On Equal Terms: Women in Construction 30 Years & Still Organizing |
In 1978, the federal government under President Jimmy Carter put forth timetables and goals aimed at increasing the number of women and minorities in the construction industry. The Department of Labor predicted that under the new federal guidelines, the percentage of women in the construction industry would grow exponentially, so much so that by the year 2000 a quarter of the total construction workforce would be women. On Equal Terms:Women in Construction 30 Years & Still Organizing | by Susan Eisenberg | Adams Gallery in David J. Sargent Hall, First Floor, Suffolk University Law School, 120 Tremont Street, Boston | 9 am-7 pm daily | through March 17, 2009 | 617-305-1782 |
The estimate was so far off base, it didn't even come close to reality. According to the US Bureau of Labor Statistics, the number of women in the construction and extraction industry in 2007 averaged out to a measly 2.7 percent. In Boston, the figures are even more dismal. A recent Transportation Equity Network study found that in 2006, the percentage of women in this city's construction industry equaled just one percent.
In order to shine some light on the inequality – as well as call attention to the strong, talented tradeswomen who wire this country's buildings, lay out piping systems, and fabricate metals – the local artist and poet Susan Eisenberg, herself a pioneering tradeswoman who came into the business in 1978, has unveiled On Equal Terms: Women in Construction 30 Years & Still Organizing at the Adams Gallery at Suffolk University. The exhibit features poetry, found materials, sculpture, audio, and photography and was previously on display at the Women's Studies Research Center gallery at Brandeis University, where Eisenberg is a visiting artist scholar.
On Equal Terms highlights how unaccommodating the construction industry has been towards women, then and now. One of the pieces, a life-size bathroom shack outfitted with crude, misogynistic graffiti, calls to mind the difficulties women have had in obtaining access to better bathroom facilities on the job. But the exhibit is not without its lighter moments, from an area where gallery goers can try on hard-hats in the mirror, to a collection of T-shirts from women's trade groups across the country. We chatted with the artist by phone last week about the contradictory nature of her exhibit as well as her own experience as a trailblazer in her industry during the Seventies.
Stella |
Much of the work you've done over the course of your career as a poet and artist has been to do with labor issues. Tell me about how you got on this tack.
I come out of the construction industry. I worked 15 years as an electrician on union job sites in this area. I came into the industry in 1978 at the beginning of affirmative action when there were high expectations that women would begin to enter the trades, and that the industry would change. That really didn't happen.
I was trained as a poet and did theater before I came into the trades. Understanding what that experience was through the arts was just something that was always part of what I did. So I had a chapbook come out when I graduated my [electrician's] apprenticeship. So that's sort of a role that I played and part of how I understood the experience for myself.
I myself can't imagine doing this kind of work. I quite like sitting in an office without risking bodily harm every day. What was it that attracted you to the trades?
Well I think some of the reasons that I first got into it were incredibly naïve. One thing is I liked the idea of working outdoors, but you know in the winter that's really not that pleasant a thing to do. So it's somewhat how it looked to me on the outside. But one thing that I really understood much better from the inside was how much intelligence and creativity and ingenuity it takes from people who are on the ground on the construction site that makes buildings go up safely and looking right. I think there are a lot mistakes in the plans of architects and engineers that are corrected on the ground. I think that's not very well understood outside the industry, but it's certainly very clear when you're working on a jobsite.
Your current exhibit is calledOn Equal Terms: Women in Construction 30 Years & Still Organizing. What inspired you to put it together?
At a certain point it became clear that there was such a discrepancy between the numbers of women in the trades and what had been expected. One had to either explain this one of two ways. Women aren't interested or capable, which was the kind of official understanding. Or you had to say there must be some obstacles here that aren't being addressed. Which to me seemed more like what made sense from the stories that tradeswomen had.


About this task:
Reproduce the whole of the records exactly, and make sure no picture is carried into the result.

*** Opening of Data in this exercise ***

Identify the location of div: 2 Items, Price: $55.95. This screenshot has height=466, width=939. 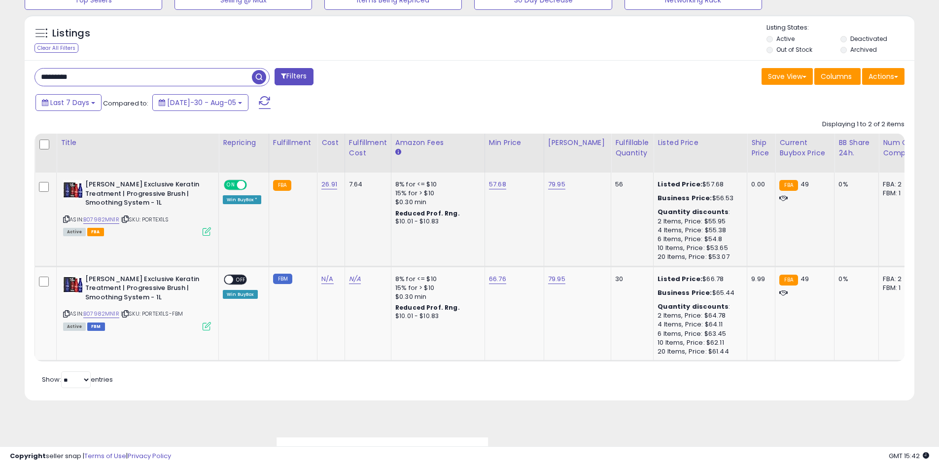
(698, 221).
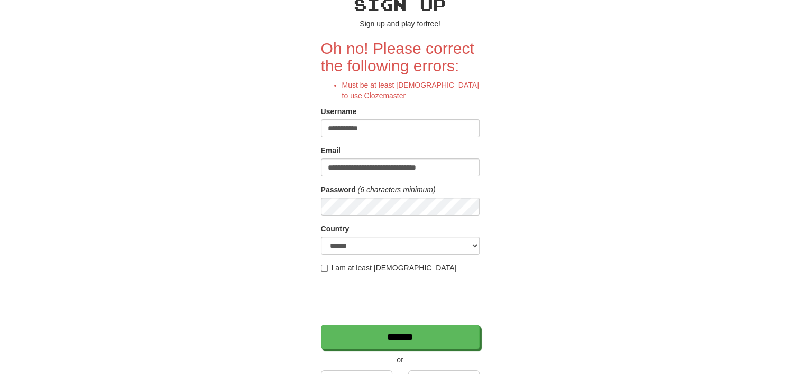  I want to click on em: (6 characters minimum), so click(396, 190).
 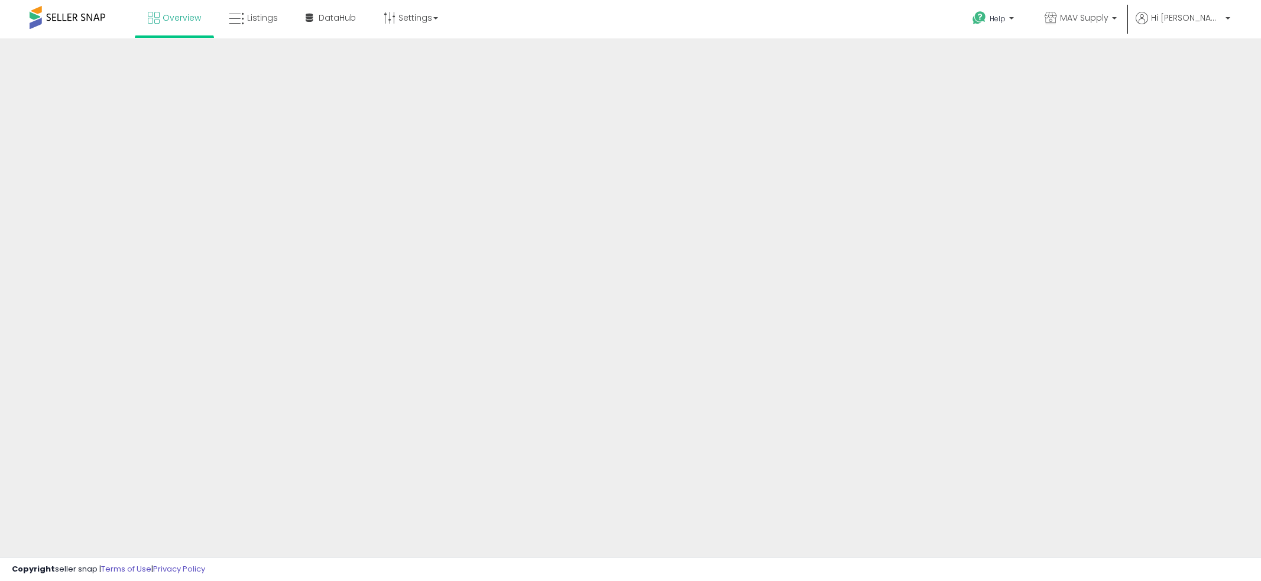 What do you see at coordinates (979, 18) in the screenshot?
I see `i: Get Help` at bounding box center [979, 18].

*** Close of Data in this exercise ***

Result of the task:
Identify the location of div: 2 Items, Price: $55.95. This screenshot has height=466, width=939. 
(698, 221).
  I want to click on em: (6 characters minimum), so click(396, 190).
  What do you see at coordinates (979, 18) in the screenshot?
I see `i: Get Help` at bounding box center [979, 18].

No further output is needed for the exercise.